Whether or not drug companies really need a liability shield is concealed in their proprietary balance sheets. But there aren't many companies that can make pandemic flu vaccines, and history has shown that they just won't make them unless we provide this shield. In 1976, President Ford ordered mass immunization following the detection of the "swine flu" influenza virus in an Army recruit who died from it. That year, production of the vaccine was delayed several months because the drug industry could not get insurance. Congress finally underwrote the campaign, and the insurance industry turned out to have been right—the vaccine was associated with an unusual paralytic disease called Guillain-Barré syndrome. The federal government had to handle 5,000-plus claims from allegedly vaccine-injured patients and paid out nearly $100 million in compensation.

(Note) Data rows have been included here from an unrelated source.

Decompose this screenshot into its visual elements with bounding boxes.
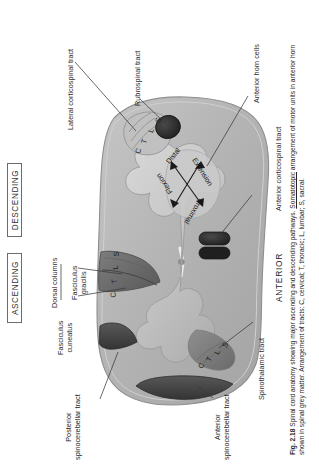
label-anterior-orientation-text: ANTERIOR <box>274 253 284 302</box>
dorsal-letter-c-text: C <box>108 292 118 298</box>
figure-caption-underlined: Somatotopic <box>289 172 296 209</box>
label-lateral-corticospinal-tract: Lateral corticospinal tract <box>66 49 75 130</box>
dorsal-letter-t-text: T <box>110 279 119 284</box>
figure-caption-part1: Spinal cord anatomy showing major ascend… <box>289 209 296 427</box>
label-anterior-orientation: ANTERIOR <box>274 253 284 302</box>
dorsal-letter-c: C <box>108 292 118 298</box>
label-anterior-spinocerebellar-line1: Anterior <box>213 394 222 460</box>
label-anterior-spinocerebellar-tract: Anterior spinocerebellar tract <box>213 394 231 460</box>
label-dorsal-columns: Dorsal columns <box>50 258 59 308</box>
spinal-cord-diagram: Lateral corticospinal tract Rubrospinal … <box>0 0 319 465</box>
label-spinothalamic-tract-text: Spinothalamic tract <box>257 338 266 400</box>
label-spinothalamic-tract: Spinothalamic tract <box>257 338 266 400</box>
label-rubrospinal-tract: Rubrospinal tract <box>133 51 142 106</box>
label-lateral-corticospinal-tract-text: Lateral corticospinal tract <box>66 49 75 130</box>
dorsal-letter-t: T <box>110 279 119 284</box>
figure-caption: Fig. 2.18 Spinal cord anatomy showing ma… <box>289 25 307 455</box>
figure-number: Fig. 2.18 <box>289 429 296 455</box>
dorsal-letter-s: S <box>111 251 120 257</box>
dorsal-letter-s-text: S <box>111 251 120 257</box>
label-anterior-corticospinal-tract-text: Anterior corticospinal tract <box>274 127 283 211</box>
label-fasciculus-gracilis: Fasciculus gracilis <box>70 266 88 300</box>
label-fasciculus-cuneatus-line2: cuneatus <box>65 321 74 355</box>
spinal-cord-illustration <box>0 0 319 465</box>
label-fasciculus-cuneatus: Fasciculus cuneatus <box>56 321 74 355</box>
label-anterior-corticospinal-tract: Anterior corticospinal tract <box>274 127 283 211</box>
label-anterior-horn-cells-text: Anterior horn cells <box>252 44 261 103</box>
label-rubrospinal-tract-text: Rubrospinal tract <box>133 51 142 106</box>
label-fasciculus-cuneatus-line1: Fasciculus <box>56 321 65 355</box>
label-anterior-horn-cells: Anterior horn cells <box>252 44 261 103</box>
label-dorsal-columns-text: Dorsal columns <box>50 258 59 308</box>
label-anterior-spinocerebellar-line2: spinocerebellar tract <box>222 394 231 460</box>
label-fasciculus-gracilis-line1: Fasciculus <box>70 266 79 300</box>
label-posterior-spinocerebellar-tract: Posterior spinocerebellar tract <box>64 394 82 460</box>
label-posterior-spinocerebellar-line1: Posterior <box>64 394 73 460</box>
label-posterior-spinocerebellar-line2: spinocerebellar tract <box>73 394 82 460</box>
leader-lateral-corticospinal <box>75 62 136 131</box>
label-fasciculus-gracilis-line2: gracilis <box>79 266 88 300</box>
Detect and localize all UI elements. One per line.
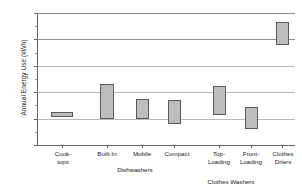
x-label-cook-tops: Cook- tops — [42, 150, 84, 165]
y-tick-mark-200 — [34, 119, 37, 120]
y-tick-mark-600 — [34, 66, 37, 67]
y-tick-mark-400 — [34, 92, 37, 93]
bar-top-loading — [213, 86, 226, 115]
x-tick-mark-compact — [174, 145, 175, 148]
bar-compact — [168, 100, 181, 124]
y-tick-mark-800 — [34, 39, 37, 40]
gridline-400 — [38, 92, 295, 93]
bar-clothes-driers — [276, 22, 289, 44]
plot-area — [37, 13, 295, 145]
x-label-compact: Compact — [157, 150, 197, 158]
x-axis-line — [37, 145, 295, 146]
x-tick-mark-front-loading — [251, 145, 252, 148]
bar-cook-tops — [51, 112, 73, 117]
x-tick-mark-clothes-driers — [282, 145, 283, 148]
y-axis-title: Annual Energy Use (kWh) — [20, 13, 27, 143]
bar-mobile — [136, 99, 149, 120]
x-label-clothes-driers: Clothes Driers — [264, 150, 302, 165]
x-tick-mark-built-in — [107, 145, 108, 148]
x-tick-mark-cook-tops — [62, 145, 63, 148]
x-label-built-in: Built-In — [88, 150, 126, 158]
bar-front-loading — [245, 107, 258, 129]
y-tick-minor-900 — [35, 26, 37, 27]
gridline-1000 — [38, 13, 295, 14]
x-tick-mark-top-loading — [219, 145, 220, 148]
group-label-clothes-washers: Clothes Washers — [188, 178, 274, 186]
x-label-mobile: Mobile — [124, 150, 160, 158]
y-tick-mark-0 — [34, 145, 37, 146]
x-tick-mark-mobile — [142, 145, 143, 148]
y-tick-minor-500 — [35, 79, 37, 80]
group-label-dishwashers: Dishwashers — [99, 166, 171, 174]
gridline-800 — [38, 39, 295, 40]
y-tick-minor-700 — [35, 53, 37, 54]
gridline-600 — [38, 66, 295, 67]
bar-built-in — [100, 84, 114, 118]
y-tick-mark-1000 — [34, 13, 37, 14]
energy-use-bar-chart: Annual Energy Use (kWh) 1 — [0, 0, 302, 192]
y-axis-line — [37, 13, 38, 145]
y-tick-minor-100 — [35, 132, 37, 133]
y-tick-minor-300 — [35, 105, 37, 106]
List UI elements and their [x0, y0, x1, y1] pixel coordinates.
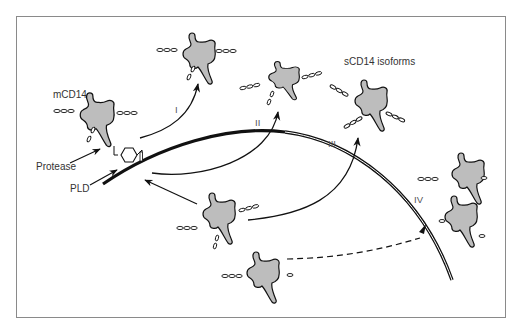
- scd14-isoform-ii: [240, 62, 322, 106]
- label-pathway-iii: III: [328, 139, 336, 149]
- label-scd14-isoforms: sCD14 isoforms: [344, 57, 415, 67]
- label-mcd14: mCD14: [53, 90, 87, 100]
- label-pld: PLD: [70, 184, 89, 194]
- mcd14-molecule: [54, 93, 143, 162]
- label-pathway-ii: II: [255, 118, 260, 128]
- label-pathway-iv: IV: [414, 195, 423, 205]
- scd14-isoform-i: [157, 33, 236, 84]
- intracellular-molecule-2: [222, 252, 293, 303]
- scd14-isoform-iii: [329, 80, 405, 131]
- label-pathway-i: I: [175, 105, 178, 115]
- diagram-graphics: [0, 0, 525, 336]
- diagram-canvas: mCD14 Protease PLD sCD14 isoforms I II I…: [0, 0, 525, 336]
- intracellular-molecule-1: [177, 193, 259, 249]
- label-protease: Protease: [36, 162, 76, 172]
- cell-membrane: [103, 131, 452, 280]
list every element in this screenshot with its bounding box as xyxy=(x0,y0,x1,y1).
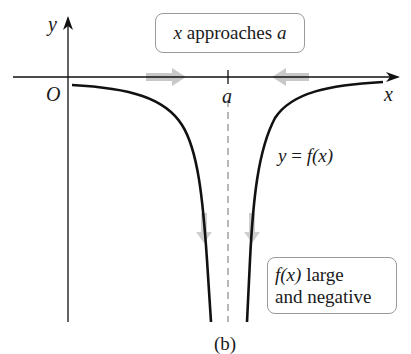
curve-left-branch xyxy=(72,85,211,322)
approach-text: approaches xyxy=(187,22,272,44)
curve-label-eq: = xyxy=(291,145,302,166)
behavior-line1-text: large xyxy=(306,264,344,285)
curve-label: y = f(x) xyxy=(278,146,333,165)
y-axis-label: y xyxy=(48,14,57,34)
tick-a-label: a xyxy=(222,86,232,106)
approach-var: x xyxy=(174,22,182,44)
approach-callout: x approaches a xyxy=(155,13,305,53)
behavior-fn: f(x) xyxy=(275,264,301,285)
origin-label: O xyxy=(46,84,60,104)
curve-label-rhs: f(x) xyxy=(307,145,333,166)
behavior-line-1: f(x) large xyxy=(275,264,396,286)
x-axis-label: x xyxy=(384,84,393,104)
behavior-line-2: and negative xyxy=(275,286,396,308)
figure-caption: (b) xyxy=(214,334,236,353)
approach-target: a xyxy=(277,22,287,44)
behavior-callout: f(x) large and negative xyxy=(267,257,397,314)
curve-label-lhs: y xyxy=(278,145,286,166)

[...] But Congress' treatment of pandemic flu vaccine makers takes risk-protection to an excessive level. The bill would make it impossible to sue a vaccine or antiviral drug-maker without proof of "willful misconduct." This will be almost impossible to prove, because the bill stipulates that any claim of injury would be adjudicated not by judges, with their investigatory powers, but by the secretary of the Department of Health and Human Services. The bill protects companies without establishing a fund to pay potential vaccine victims. This is not a reassuring decision, and since vaccination programs rely on public trust, it is a remarkably shortsighted one. Even drug company officials were worried that the measure could further harm their reputation and diminish confidence in vaccines. Apparently, however, House budget hawks were adamant that the bill contain no compensation provision that costs money and thus adds to the federal deficit.
Flu vaccines today are safer than they were in 1976. But it should be the duty of experts on vaccine safety, and not HHS Secretary Mike Leavitt, to decide whether a bad outcome after vaccination was caused by the vaccine. In the battle against dangerous bugs, our troops—which is to say, ourselves—deserve better.